What is expected: Would you repeat each of the lines below exactly?
Dataset content: Begin
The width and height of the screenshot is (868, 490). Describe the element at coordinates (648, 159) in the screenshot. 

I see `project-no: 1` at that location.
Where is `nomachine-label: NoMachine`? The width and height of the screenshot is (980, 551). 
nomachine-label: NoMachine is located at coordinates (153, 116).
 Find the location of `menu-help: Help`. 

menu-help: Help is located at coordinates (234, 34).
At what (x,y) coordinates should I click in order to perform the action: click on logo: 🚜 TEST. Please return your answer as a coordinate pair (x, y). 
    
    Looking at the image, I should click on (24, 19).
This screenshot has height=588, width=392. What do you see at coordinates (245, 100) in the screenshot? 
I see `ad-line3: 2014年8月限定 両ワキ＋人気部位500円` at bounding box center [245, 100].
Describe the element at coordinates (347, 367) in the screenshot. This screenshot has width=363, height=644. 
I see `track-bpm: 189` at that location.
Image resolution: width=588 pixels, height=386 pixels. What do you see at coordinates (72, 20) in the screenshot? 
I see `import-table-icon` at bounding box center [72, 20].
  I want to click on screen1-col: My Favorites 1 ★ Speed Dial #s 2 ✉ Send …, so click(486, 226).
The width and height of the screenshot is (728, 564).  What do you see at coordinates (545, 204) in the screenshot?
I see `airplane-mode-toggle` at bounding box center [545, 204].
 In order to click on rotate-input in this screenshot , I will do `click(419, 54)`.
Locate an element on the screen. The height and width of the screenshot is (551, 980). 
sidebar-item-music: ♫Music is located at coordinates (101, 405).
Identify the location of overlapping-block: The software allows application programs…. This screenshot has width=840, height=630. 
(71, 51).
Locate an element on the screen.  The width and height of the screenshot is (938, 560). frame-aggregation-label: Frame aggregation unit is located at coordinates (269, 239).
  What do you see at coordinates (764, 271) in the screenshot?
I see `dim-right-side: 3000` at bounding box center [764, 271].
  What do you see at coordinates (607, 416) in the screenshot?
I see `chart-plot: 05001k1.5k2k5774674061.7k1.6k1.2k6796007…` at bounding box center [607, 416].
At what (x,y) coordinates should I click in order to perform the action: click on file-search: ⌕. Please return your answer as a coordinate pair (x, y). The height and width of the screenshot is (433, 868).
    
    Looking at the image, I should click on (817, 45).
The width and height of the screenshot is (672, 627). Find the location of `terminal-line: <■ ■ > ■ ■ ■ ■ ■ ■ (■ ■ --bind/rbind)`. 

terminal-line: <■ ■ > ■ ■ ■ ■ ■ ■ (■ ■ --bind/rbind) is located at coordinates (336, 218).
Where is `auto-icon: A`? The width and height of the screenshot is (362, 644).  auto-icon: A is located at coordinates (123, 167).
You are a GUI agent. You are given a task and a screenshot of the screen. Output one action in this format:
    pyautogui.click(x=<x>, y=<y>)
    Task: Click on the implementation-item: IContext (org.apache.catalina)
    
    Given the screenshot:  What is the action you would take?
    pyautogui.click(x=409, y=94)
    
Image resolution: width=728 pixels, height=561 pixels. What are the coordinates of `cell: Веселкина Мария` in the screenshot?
Dataset content: End
Solution for this problem:
The width and height of the screenshot is (868, 490). Describe the element at coordinates (648, 159) in the screenshot. 

I see `project-no: 1` at that location.
Where is `nomachine-label: NoMachine`? The width and height of the screenshot is (980, 551). 
nomachine-label: NoMachine is located at coordinates (153, 116).
 Find the location of `menu-help: Help`. 

menu-help: Help is located at coordinates (234, 34).
At what (x,y) coordinates should I click in order to perform the action: click on logo: 🚜 TEST. Please return your answer as a coordinate pair (x, y). 
    
    Looking at the image, I should click on (24, 19).
This screenshot has height=588, width=392. What do you see at coordinates (245, 100) in the screenshot? 
I see `ad-line3: 2014年8月限定 両ワキ＋人気部位500円` at bounding box center [245, 100].
Describe the element at coordinates (347, 367) in the screenshot. This screenshot has width=363, height=644. 
I see `track-bpm: 189` at that location.
Image resolution: width=588 pixels, height=386 pixels. What do you see at coordinates (72, 20) in the screenshot? 
I see `import-table-icon` at bounding box center [72, 20].
  I want to click on screen1-col: My Favorites 1 ★ Speed Dial #s 2 ✉ Send …, so click(486, 226).
The width and height of the screenshot is (728, 564).  What do you see at coordinates (545, 204) in the screenshot?
I see `airplane-mode-toggle` at bounding box center [545, 204].
 In order to click on rotate-input in this screenshot , I will do `click(419, 54)`.
Locate an element on the screen. The height and width of the screenshot is (551, 980). 
sidebar-item-music: ♫Music is located at coordinates (101, 405).
Identify the location of overlapping-block: The software allows application programs…. This screenshot has width=840, height=630. 
(71, 51).
Locate an element on the screen.  The width and height of the screenshot is (938, 560). frame-aggregation-label: Frame aggregation unit is located at coordinates (269, 239).
  What do you see at coordinates (764, 271) in the screenshot?
I see `dim-right-side: 3000` at bounding box center [764, 271].
  What do you see at coordinates (607, 416) in the screenshot?
I see `chart-plot: 05001k1.5k2k5774674061.7k1.6k1.2k6796007…` at bounding box center [607, 416].
At what (x,y) coordinates should I click in order to perform the action: click on file-search: ⌕. Please return your answer as a coordinate pair (x, y). The height and width of the screenshot is (433, 868).
    
    Looking at the image, I should click on (817, 45).
The width and height of the screenshot is (672, 627). Find the location of `terminal-line: <■ ■ > ■ ■ ■ ■ ■ ■ (■ ■ --bind/rbind)`. 

terminal-line: <■ ■ > ■ ■ ■ ■ ■ ■ (■ ■ --bind/rbind) is located at coordinates (336, 218).
Where is `auto-icon: A`? The width and height of the screenshot is (362, 644).  auto-icon: A is located at coordinates (123, 167).
You are a GUI agent. You are given a task and a screenshot of the screen. Output one action in this format:
    pyautogui.click(x=<x>, y=<y>)
    Task: Click on the implementation-item: IContext (org.apache.catalina)
    
    Given the screenshot:  What is the action you would take?
    pyautogui.click(x=409, y=94)
    
Image resolution: width=728 pixels, height=561 pixels. What are the coordinates of `cell: Веселкина Мария` in the screenshot?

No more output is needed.